"Joker One' in Ramadi

Dallas Morning News:

The story of Joker One is war at its most intimate level.

This unblinking, almost claustrophobic account follows one unit of men caught up in something incomprehensibly larger, who realize quickly that they have no one else but their buddies to get them through and, they hope, home again.

Author Donovan Campbell, who now lives in Dallas with his wife and young daughter, had spent a no-obligation summer in the Marines' Officer Candidate School. And despite his own reservations, he left college with an Ivy League sheepskin and found himself choosing the military over corporate America because he wanted responsibility for something greater than himself.

The green Marine lieutenant finds it fast when he's assigned to lead Joker One, the first platoon of Golf Company in the Second Battalion of the 4th Marine Regiment.

His ragtag unit of country boys and émigrés and a narcoleptic who falls asleep under stress rolls into Ramadi, Iraq, in March 2004, part of a 120-member unit responsible for maintaining the peace in this tinderbox of a half-million people. And while you're at it, they're told, try winning over the hearts and minds of the populace, too.

...

Campbell, a deft writer who must be an obsessive diarist, recounts his unit's 7 ½ -month tour in powerful, exacting detail, from a U.S. major's babbling incoherency after an attack to the way a rocket-propelled grenade skipped down the street before finally hitting something solid enough to detonate it.

He tells it all with lyrical grace.

After one harrowing firefight, Joker One is ordered to move out, and Campbell turns and runs from the compound they'd just breached.

"A stream of tracers passed smoothly through the spot where I had just been standing," he writes. "Corporal Brown stared at me wide-eyed as I ran past him.

"When I got to Easy, a beautiful sight greeted my eyes. Weapons Company ... had arrived on the scene with Humvees equipped with heavy .50-caliber machine guns and Mark-19s, our automatic grenade launchers. The Marks were dusting off the rooftops of the buildings lining Easy while the .50-cals slammed through their walls in their wonderful, slowly rhythmic thumping."

...

These kind of stories give a good feel for the face of battle. They make up for their lack of context with the raw emotion of being there and experiencing the blows that lead to a change that eventually takes place as a result of the battles. It sounds like a good read.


# Problem details
For each line in the data that includes "Show", make a copy.
++++++
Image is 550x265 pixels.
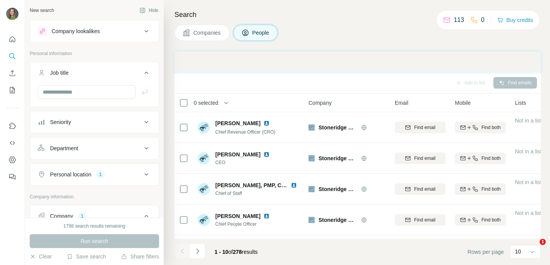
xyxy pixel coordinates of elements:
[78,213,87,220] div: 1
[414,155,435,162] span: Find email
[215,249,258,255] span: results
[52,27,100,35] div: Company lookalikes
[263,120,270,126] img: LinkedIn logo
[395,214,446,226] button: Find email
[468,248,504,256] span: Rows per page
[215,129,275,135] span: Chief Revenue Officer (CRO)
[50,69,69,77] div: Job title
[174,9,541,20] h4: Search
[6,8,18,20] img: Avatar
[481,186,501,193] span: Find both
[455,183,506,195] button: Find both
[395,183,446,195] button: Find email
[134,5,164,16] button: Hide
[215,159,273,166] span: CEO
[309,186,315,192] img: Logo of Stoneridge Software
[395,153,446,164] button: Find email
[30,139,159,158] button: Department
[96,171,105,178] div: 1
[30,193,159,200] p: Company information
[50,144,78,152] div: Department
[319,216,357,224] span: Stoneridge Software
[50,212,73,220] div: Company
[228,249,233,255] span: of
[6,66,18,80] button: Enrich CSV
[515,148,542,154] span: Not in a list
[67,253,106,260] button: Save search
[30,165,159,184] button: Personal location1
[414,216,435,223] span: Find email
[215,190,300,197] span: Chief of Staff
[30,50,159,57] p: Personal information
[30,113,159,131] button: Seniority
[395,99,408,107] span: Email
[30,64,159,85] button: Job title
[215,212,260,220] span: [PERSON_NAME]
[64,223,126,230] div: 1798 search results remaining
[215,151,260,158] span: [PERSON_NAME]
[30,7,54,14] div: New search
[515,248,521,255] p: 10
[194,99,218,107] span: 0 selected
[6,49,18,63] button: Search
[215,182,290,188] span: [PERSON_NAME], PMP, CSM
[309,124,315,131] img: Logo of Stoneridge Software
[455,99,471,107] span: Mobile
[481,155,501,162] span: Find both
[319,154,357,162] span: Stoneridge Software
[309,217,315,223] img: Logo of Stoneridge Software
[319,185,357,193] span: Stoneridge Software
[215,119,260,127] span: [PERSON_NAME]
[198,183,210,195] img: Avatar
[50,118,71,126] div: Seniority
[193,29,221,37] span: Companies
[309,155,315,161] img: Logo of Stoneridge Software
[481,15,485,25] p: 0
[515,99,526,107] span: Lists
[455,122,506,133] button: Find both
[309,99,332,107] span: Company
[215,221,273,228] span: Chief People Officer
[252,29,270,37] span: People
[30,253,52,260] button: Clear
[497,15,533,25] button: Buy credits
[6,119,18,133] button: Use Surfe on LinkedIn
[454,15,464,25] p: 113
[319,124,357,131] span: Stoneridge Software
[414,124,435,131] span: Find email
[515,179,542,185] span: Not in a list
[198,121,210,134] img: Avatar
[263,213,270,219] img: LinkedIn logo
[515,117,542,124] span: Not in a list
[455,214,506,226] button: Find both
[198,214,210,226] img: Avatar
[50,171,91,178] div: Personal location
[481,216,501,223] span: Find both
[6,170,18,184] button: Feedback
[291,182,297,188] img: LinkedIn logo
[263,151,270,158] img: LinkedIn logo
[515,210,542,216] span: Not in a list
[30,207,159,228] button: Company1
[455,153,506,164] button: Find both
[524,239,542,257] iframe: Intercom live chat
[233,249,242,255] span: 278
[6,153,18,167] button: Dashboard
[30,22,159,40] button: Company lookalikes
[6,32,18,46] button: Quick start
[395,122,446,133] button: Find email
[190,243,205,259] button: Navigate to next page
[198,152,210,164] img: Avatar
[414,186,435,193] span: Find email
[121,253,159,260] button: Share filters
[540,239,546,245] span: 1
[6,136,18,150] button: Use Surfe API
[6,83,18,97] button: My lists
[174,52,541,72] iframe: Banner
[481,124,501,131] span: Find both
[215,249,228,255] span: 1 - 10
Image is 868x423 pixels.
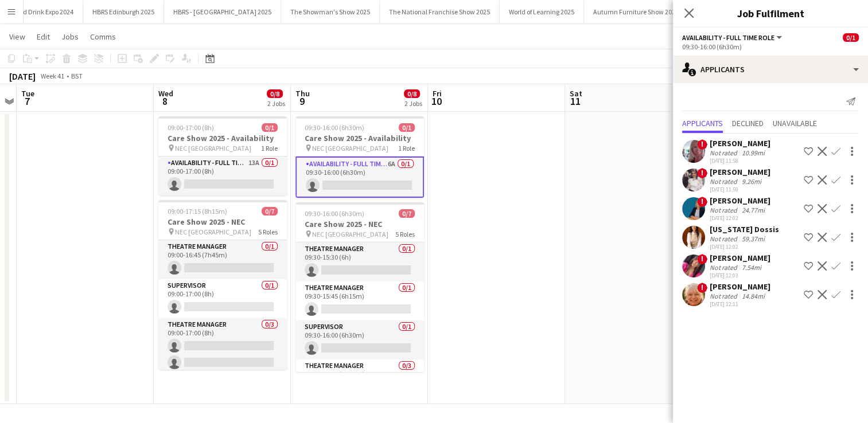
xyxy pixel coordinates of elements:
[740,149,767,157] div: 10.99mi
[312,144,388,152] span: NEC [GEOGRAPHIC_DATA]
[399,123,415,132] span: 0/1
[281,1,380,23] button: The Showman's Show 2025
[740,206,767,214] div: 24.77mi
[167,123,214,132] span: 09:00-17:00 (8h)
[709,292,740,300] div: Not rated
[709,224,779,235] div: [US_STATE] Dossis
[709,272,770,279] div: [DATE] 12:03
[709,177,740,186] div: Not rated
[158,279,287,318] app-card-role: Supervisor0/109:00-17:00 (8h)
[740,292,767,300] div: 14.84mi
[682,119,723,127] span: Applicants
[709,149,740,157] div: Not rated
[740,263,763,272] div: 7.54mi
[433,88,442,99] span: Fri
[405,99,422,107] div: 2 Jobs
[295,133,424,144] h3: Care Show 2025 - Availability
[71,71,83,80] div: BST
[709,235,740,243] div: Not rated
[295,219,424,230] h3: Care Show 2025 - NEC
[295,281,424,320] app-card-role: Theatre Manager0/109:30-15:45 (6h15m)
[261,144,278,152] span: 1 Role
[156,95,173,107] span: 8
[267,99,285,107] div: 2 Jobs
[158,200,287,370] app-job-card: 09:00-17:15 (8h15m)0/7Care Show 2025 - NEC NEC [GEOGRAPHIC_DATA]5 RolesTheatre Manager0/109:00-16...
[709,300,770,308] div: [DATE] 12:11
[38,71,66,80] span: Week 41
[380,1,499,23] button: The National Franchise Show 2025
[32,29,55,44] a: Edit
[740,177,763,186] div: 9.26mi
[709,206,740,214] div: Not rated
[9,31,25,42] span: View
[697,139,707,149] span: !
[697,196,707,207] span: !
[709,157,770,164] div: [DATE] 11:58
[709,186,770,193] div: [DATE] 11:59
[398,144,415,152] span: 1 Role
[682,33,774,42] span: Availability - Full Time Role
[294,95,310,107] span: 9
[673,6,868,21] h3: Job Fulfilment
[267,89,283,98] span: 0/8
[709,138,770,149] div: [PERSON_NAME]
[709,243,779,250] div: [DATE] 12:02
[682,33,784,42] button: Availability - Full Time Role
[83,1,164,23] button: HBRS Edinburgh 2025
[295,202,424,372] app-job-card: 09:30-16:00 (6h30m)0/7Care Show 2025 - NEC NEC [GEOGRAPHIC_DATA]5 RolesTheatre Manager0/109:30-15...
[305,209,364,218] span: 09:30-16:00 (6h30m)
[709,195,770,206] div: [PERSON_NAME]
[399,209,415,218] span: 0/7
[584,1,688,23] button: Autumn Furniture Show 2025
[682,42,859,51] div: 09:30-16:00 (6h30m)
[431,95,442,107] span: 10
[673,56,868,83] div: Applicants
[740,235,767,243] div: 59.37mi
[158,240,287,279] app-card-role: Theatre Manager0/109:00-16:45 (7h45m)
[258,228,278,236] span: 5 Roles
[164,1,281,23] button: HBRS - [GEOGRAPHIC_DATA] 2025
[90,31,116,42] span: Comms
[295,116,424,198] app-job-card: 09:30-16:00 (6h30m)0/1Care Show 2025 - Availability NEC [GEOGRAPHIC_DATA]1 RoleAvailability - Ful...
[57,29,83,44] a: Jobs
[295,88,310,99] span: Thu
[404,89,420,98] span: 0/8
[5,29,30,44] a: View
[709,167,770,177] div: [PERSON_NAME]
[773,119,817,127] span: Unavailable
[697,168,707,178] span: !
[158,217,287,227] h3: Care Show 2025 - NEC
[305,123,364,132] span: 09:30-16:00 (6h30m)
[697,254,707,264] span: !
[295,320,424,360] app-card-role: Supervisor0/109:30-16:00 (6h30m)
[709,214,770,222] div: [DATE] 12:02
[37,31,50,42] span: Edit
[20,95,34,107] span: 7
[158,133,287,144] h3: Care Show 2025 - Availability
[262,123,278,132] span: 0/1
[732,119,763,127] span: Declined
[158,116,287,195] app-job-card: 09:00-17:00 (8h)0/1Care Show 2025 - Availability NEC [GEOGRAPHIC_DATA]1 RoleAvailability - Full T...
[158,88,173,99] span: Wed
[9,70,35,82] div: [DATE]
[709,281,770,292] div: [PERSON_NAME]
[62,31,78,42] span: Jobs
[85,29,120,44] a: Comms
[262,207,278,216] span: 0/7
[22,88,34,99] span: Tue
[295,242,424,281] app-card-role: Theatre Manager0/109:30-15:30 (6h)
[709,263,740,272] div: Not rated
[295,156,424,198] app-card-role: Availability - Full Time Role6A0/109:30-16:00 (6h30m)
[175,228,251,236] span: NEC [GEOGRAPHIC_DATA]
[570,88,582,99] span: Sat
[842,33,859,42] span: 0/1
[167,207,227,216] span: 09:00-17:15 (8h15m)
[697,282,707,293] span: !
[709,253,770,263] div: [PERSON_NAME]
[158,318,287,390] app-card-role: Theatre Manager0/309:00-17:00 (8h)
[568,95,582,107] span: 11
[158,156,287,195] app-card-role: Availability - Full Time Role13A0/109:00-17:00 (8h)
++++++
# Result for this task
[281,1,380,23] button: The Showman's Show 2025
[295,133,424,144] h3: Care Show 2025 - Availability
[295,219,424,230] h3: Care Show 2025 - NEC
[158,200,287,370] app-job-card: 09:00-17:15 (8h15m)0/7Care Show 2025 - NEC NEC [GEOGRAPHIC_DATA]5 RolesTheatre Manager0/109:00-16...
[380,1,499,23] button: The National Franchise Show 2025
[295,202,424,372] app-job-card: 09:30-16:00 (6h30m)0/7Care Show 2025 - NEC NEC [GEOGRAPHIC_DATA]5 RolesTheatre Manager0/109:30-15...
[584,1,688,23] button: Autumn Furniture Show 2025
[295,116,424,198] app-job-card: 09:30-16:00 (6h30m)0/1Care Show 2025 - Availability NEC [GEOGRAPHIC_DATA]1 RoleAvailability - Ful...
[158,217,287,227] h3: Care Show 2025 - NEC
[158,133,287,144] h3: Care Show 2025 - Availability
[158,116,287,195] app-job-card: 09:00-17:00 (8h)0/1Care Show 2025 - Availability NEC [GEOGRAPHIC_DATA]1 RoleAvailability - Full T...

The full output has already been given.